Is an Algorithm Raising our Kids?
Thirty years ago, if a parent believed the moon landing was faked, their influence on a child’s worldview was constrained. It might have come up during dinner conversations or through a library book or a late-night TV or radio segment. That influence, while potentially significant, was limited in reach and repetition. Today, the same belief, expressed once, can be algorithmically amplified across a child’s entire online experience.
This observation raises important questions:
- What mechanisms are at play when online platforms personalize content for children?
- How do algorithms respond when a child watches a conspiracy-related video?
- Is there evidence to support the idea that emotionally charged or conspiratorial content is more likely to be recommended next?
It seems that once a child engages with this kind of content, the platform’s recommendation engine reinforces it, feeding a constant stream of similar videos, articles, and suggested content. This appears to create a feedback loop. But is that what’s actually happening under the hood? What does current research in algorithmic behavior and engagement-driven design tell us?
I’m seeing this firsthand, and it’s concerning. In split households especially, when one parent sends a child a video link filled with conspiracy-laden content, flat Earth theories, anti-vaccine rhetoric, or deep-state paranoia, the consequences can ripple far beyond that one interaction. Whether the child has an account on that platform or is simply viewing the content in a browser, the algorithm can register that engagement. Does it treat that click, even from a shared link, as a signal of interest? If so, is the platform then sculpting future content around that data point? Anecdotally, it seems so. Once that doorway is opened, even briefly, the child may be bombarded with increasingly similar content. Platforms like YouTube, TikTok, and Facebook appear optimized to maximize engagement, and emotionally charged, misleading content often wins the algorithm’s attention economy. What starts as a shared link becomes an echo chamber, one that’s no longer guided by a parent’s hand, but by opaque digital processes few of us understand the reach and long-term impacts of.
It feels like a new kind of problem, one that our institutions may not yet be equipped to address. Thirty years ago, a child might have passively accepted or questioned a parent’s claim. Today, that child could be plunged into an immersive digital environment where misinformation isn’t just present, it is persistent and increasingly persuasive. This leads me to wonder:
- How does the design of these platforms influence the development of critical thinking in children?
- Are we seeing measurable changes in children’s trust in experts and institutions due to prolonged algorithmic exposure?
- What role does cognitive development play in their ability to resist or question digital content?
Even when I attempt to offer counter-information, my voice is just one among many. And increasingly, it feels like I’m competing not with ideas, but with a highly sophisticated attention optimization machine.
So, how should we respond?
- Should we view this as a public health issue? If exposure to misinformation correlates with harmful behavior or beliefs, does it warrant the same kind of societal attention we give to smoking or seatbelt use? What frameworks already exist that might help us evaluate and mitigate these harms?
- How do we teach digital literacy in a way that equips children to navigate these environments? Is there evidence that early education in critical thinking, media literacy, and algorithmic awareness improves outcomes? Are there age-appropriate methods being studied or tested?
- Can regulation meaningfully shift the incentives that drive engagement-based platforms? Many have called for ethical AI design and increased transparency, but is there empirical support that such measures work? What models exist globally that we might learn from?
For those of us in split households, the challenge is especially complicated. When co-parents are not aligned in their understanding of media influence, it becomes a one-sided struggle. Are there best practices or community-based strategies for addressing this within families?
Ultimately, these questions aren’t rhetorical. They demand answers from researchers, psychologists, educators, ethicists, and technologists. The internet is not a neutral space, and algorithms are not passive bystanders. They are active agents in shaping our children’s perceptions.
I’m not claiming to have the answers. But I believe we need to ask the right questions.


* Exercise description
Wherever the word "Live" occurs in the listing below, copy that whole line.

* Data supplied
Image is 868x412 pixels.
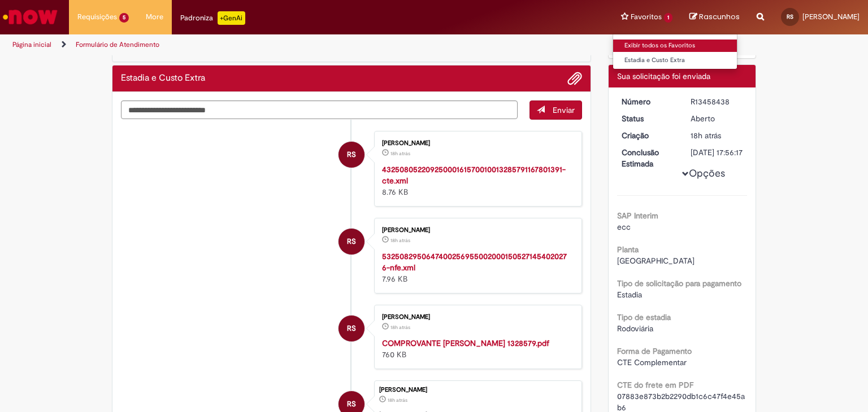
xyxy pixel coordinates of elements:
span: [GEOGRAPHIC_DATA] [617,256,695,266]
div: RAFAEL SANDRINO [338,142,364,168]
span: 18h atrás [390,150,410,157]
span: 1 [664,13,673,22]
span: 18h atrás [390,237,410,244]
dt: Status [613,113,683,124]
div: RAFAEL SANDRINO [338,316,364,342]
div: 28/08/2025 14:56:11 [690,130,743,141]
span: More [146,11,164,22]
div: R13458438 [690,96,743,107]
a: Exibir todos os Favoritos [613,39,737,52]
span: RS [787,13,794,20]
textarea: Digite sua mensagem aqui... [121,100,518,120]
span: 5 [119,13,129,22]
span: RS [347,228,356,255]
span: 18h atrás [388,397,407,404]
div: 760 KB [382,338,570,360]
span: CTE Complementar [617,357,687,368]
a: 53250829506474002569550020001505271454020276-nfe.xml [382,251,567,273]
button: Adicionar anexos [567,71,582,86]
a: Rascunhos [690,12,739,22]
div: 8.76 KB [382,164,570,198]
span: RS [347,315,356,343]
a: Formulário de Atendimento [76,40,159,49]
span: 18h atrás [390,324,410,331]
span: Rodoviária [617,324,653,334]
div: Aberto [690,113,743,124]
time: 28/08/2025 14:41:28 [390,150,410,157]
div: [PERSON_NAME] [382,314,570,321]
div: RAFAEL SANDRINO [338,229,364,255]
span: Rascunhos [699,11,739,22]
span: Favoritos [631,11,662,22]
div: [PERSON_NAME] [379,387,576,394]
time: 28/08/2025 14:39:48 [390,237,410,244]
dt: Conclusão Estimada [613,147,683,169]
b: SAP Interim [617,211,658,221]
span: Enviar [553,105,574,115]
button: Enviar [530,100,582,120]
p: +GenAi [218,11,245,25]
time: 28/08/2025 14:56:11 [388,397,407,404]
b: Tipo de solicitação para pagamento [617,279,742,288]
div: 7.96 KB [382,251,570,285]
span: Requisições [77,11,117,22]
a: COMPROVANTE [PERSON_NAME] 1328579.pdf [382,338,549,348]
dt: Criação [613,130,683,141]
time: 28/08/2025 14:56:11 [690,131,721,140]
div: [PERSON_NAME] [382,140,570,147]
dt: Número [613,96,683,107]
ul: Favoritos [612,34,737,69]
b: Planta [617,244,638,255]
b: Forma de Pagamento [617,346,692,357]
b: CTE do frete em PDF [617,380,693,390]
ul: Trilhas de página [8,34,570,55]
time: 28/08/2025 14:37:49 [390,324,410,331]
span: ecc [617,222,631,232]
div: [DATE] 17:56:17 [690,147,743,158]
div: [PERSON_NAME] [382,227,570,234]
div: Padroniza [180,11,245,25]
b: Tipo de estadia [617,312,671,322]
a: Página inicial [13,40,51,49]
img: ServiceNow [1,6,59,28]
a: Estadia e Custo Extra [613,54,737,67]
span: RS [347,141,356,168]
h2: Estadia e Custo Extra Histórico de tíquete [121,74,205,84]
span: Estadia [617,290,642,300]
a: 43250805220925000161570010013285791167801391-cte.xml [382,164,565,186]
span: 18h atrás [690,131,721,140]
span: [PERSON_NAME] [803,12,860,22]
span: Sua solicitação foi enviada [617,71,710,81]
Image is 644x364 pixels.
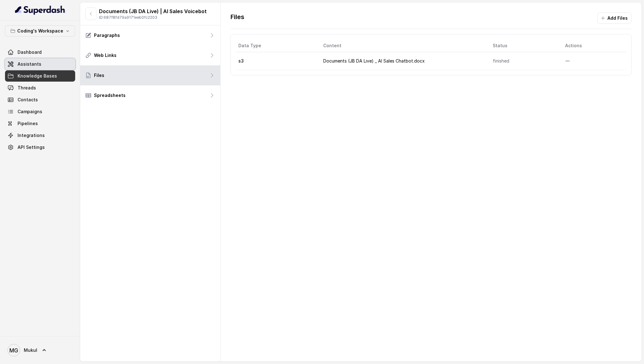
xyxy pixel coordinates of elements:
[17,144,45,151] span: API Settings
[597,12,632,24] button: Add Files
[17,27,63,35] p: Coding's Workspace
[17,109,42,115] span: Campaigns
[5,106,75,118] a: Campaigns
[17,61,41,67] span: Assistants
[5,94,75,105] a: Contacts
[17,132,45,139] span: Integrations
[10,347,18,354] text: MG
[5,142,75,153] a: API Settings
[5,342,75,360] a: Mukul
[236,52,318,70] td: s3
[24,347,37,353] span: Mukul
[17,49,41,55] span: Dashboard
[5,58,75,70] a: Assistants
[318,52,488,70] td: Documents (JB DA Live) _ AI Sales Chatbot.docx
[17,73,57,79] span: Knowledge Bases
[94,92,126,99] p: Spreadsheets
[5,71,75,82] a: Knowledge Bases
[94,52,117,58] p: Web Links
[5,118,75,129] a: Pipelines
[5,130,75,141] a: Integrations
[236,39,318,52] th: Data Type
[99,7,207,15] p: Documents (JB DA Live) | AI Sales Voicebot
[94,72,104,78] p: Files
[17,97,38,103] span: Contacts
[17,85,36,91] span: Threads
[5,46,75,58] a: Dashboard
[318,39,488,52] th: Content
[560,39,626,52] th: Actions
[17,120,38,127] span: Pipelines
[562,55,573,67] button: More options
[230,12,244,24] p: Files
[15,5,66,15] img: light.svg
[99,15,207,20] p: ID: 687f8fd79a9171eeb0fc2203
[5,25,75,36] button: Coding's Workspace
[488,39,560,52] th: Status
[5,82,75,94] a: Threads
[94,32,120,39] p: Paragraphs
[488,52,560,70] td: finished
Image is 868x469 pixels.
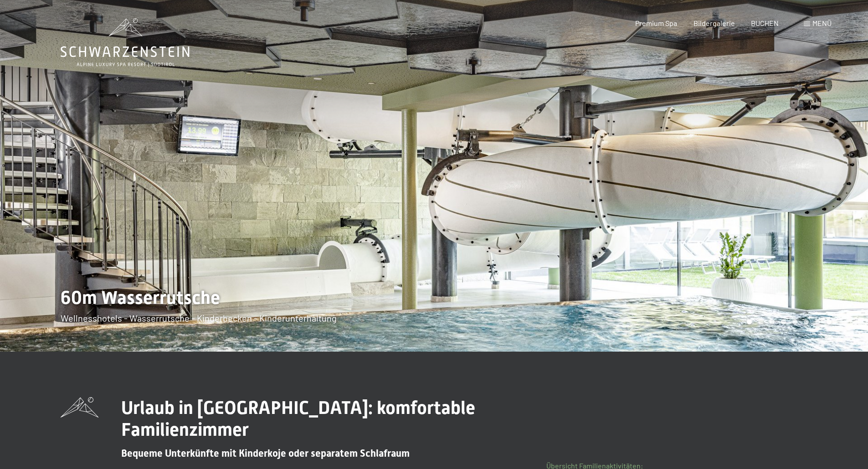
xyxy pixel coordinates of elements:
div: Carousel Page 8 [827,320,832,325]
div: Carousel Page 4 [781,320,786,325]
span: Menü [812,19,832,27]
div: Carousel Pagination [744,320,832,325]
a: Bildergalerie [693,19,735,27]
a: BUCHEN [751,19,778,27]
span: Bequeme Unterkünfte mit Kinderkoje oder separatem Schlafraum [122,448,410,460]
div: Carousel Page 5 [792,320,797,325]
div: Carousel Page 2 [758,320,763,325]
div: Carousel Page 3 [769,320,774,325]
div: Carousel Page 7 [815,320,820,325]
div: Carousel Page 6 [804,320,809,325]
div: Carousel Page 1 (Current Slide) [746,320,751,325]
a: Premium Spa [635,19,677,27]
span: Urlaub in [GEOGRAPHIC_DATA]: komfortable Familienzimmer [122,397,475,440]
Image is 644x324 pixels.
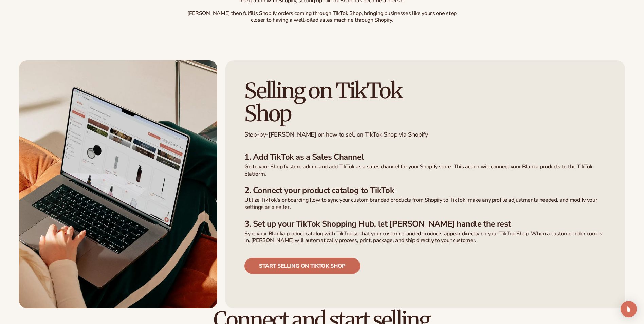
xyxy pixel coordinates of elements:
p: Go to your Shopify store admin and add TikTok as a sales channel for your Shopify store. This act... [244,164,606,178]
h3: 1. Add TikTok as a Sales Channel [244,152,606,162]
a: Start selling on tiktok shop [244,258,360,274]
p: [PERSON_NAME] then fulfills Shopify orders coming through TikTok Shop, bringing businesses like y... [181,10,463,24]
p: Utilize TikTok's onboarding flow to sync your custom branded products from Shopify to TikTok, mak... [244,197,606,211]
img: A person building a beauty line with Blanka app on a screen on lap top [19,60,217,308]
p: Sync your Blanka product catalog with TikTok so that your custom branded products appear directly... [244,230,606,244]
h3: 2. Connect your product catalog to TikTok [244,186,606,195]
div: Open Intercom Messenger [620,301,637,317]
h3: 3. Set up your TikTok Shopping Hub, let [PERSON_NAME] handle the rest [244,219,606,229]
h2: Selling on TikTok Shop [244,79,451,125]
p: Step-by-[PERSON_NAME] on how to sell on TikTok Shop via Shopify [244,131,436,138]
==
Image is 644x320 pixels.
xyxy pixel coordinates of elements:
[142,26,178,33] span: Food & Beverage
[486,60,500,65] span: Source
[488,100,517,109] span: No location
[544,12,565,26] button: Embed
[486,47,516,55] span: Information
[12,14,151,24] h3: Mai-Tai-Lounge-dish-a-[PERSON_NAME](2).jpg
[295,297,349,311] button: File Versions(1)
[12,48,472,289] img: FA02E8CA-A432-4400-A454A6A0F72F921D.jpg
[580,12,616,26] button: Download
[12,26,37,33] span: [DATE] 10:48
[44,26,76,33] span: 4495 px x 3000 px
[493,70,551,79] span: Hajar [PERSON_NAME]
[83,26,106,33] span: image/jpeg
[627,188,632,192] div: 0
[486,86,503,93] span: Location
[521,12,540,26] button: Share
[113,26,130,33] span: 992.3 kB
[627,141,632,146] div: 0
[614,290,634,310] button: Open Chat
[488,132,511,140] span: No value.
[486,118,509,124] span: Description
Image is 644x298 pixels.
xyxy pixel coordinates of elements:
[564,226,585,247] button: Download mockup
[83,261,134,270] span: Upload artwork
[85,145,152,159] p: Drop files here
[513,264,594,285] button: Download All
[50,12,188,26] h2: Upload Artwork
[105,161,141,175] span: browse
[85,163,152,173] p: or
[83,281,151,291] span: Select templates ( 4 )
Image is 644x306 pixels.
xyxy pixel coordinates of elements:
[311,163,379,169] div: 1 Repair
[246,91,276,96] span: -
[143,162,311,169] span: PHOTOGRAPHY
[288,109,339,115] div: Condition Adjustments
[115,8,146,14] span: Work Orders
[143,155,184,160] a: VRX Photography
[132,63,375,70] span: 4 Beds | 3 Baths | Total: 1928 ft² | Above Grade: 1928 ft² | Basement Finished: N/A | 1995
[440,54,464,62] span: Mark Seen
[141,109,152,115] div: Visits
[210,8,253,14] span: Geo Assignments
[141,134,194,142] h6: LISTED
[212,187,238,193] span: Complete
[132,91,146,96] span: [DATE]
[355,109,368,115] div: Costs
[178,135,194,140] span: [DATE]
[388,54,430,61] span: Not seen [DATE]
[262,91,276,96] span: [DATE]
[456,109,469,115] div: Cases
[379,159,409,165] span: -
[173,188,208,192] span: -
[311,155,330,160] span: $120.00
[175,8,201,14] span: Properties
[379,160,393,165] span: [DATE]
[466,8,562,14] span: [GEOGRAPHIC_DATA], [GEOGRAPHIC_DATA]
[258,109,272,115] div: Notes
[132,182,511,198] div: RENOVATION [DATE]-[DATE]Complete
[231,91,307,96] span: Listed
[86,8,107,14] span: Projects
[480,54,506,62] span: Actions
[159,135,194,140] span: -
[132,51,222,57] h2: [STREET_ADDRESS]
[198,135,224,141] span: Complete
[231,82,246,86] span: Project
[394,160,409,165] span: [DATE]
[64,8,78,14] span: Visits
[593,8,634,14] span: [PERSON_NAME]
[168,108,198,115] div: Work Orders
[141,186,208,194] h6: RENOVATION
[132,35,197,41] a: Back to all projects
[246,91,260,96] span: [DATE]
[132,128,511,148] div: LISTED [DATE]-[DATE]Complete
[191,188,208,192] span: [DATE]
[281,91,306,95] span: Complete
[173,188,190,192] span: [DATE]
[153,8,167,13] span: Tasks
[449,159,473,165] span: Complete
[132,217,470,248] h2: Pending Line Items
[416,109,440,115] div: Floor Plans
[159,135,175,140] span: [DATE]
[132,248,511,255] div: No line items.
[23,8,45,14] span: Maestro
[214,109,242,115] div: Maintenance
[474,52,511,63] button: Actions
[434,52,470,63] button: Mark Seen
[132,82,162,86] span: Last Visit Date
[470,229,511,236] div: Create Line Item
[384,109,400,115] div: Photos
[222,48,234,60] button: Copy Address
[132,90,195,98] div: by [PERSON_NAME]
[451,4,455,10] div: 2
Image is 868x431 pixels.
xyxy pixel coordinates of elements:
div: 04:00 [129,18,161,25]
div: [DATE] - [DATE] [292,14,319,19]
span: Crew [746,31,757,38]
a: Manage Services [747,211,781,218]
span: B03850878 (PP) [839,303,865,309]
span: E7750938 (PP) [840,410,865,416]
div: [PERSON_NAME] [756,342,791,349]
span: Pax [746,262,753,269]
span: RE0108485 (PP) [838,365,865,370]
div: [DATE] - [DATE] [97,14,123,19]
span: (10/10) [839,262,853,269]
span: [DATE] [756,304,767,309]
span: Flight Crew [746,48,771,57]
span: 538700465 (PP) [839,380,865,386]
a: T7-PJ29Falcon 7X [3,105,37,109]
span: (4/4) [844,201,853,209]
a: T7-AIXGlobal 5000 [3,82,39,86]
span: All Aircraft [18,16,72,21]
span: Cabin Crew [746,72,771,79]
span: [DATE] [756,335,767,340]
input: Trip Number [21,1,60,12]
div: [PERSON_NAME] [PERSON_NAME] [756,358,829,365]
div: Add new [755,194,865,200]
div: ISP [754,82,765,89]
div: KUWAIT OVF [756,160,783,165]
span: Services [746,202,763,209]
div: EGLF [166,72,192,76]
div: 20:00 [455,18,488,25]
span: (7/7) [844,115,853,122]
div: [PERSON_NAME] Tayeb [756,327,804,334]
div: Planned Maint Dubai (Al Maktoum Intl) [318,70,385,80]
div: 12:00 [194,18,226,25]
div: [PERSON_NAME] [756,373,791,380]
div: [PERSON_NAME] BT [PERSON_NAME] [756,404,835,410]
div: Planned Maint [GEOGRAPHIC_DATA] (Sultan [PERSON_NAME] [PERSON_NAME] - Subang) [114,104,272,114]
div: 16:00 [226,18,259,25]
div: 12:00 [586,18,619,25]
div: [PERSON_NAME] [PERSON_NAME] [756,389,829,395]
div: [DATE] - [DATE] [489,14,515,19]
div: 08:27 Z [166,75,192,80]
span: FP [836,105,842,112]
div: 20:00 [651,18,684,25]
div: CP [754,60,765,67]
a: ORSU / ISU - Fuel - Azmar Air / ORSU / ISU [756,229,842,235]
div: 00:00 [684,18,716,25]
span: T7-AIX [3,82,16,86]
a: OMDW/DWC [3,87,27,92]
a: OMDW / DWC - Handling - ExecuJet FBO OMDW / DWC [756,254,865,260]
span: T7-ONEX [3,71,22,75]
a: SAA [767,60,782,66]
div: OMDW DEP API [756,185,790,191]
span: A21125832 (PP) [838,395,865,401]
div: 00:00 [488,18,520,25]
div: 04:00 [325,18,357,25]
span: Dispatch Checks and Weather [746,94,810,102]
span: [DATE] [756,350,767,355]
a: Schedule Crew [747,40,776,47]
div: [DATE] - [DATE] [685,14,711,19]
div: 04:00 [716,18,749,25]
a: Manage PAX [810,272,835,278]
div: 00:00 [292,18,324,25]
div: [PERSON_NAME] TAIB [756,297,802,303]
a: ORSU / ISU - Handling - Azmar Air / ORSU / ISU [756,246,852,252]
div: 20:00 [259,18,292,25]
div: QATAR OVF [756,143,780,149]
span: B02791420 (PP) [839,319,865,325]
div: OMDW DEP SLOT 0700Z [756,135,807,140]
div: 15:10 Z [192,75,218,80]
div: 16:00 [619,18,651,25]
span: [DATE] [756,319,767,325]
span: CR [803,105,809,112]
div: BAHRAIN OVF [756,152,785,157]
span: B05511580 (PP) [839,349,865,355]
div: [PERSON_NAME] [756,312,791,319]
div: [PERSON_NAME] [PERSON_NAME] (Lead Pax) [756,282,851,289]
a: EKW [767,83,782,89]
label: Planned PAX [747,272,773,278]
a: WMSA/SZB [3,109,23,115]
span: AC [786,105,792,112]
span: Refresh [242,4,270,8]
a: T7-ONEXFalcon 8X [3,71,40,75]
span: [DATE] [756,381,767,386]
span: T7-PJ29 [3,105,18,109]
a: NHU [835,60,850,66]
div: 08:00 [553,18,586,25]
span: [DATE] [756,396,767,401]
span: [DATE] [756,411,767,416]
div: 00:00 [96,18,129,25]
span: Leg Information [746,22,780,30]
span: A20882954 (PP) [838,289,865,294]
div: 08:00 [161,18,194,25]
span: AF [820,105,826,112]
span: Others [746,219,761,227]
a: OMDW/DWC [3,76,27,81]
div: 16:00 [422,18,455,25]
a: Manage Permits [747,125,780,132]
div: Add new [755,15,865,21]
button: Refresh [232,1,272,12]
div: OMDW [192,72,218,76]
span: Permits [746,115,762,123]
...
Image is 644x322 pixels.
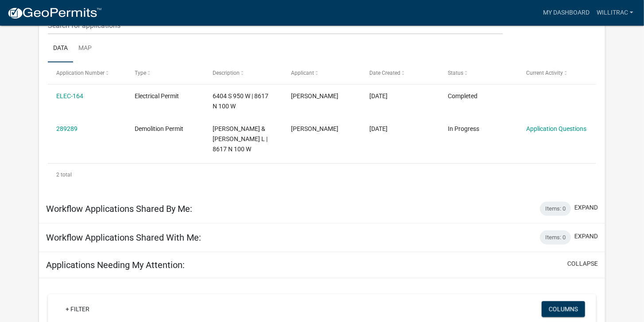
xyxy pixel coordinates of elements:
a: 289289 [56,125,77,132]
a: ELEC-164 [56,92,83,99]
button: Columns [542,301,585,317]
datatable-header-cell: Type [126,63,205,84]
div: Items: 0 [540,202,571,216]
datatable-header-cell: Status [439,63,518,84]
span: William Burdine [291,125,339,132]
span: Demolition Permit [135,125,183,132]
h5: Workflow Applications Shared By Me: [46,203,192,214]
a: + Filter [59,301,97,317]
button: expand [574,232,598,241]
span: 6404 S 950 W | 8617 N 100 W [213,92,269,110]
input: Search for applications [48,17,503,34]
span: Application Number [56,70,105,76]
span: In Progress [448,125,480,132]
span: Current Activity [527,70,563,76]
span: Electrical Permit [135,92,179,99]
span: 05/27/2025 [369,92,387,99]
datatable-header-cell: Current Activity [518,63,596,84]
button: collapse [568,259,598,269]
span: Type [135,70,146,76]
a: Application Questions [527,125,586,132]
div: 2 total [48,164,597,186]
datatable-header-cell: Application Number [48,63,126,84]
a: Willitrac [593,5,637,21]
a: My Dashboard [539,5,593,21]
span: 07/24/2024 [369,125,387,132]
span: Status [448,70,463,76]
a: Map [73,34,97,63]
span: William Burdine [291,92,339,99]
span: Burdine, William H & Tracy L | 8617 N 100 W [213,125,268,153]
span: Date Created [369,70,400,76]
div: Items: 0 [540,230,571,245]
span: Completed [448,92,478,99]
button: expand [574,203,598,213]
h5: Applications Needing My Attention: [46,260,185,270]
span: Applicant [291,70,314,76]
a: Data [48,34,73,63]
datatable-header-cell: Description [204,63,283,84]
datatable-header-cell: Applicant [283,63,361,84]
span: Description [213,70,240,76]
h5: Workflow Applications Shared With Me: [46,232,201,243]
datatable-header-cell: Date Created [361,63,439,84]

* Result for this exercise
[318,52,488,70] td: Documents (JB DA Live) _ AI Sales Chatbot.docx
[99,7,207,15] p: Documents (JB DA Live) | AI Sales Voicebot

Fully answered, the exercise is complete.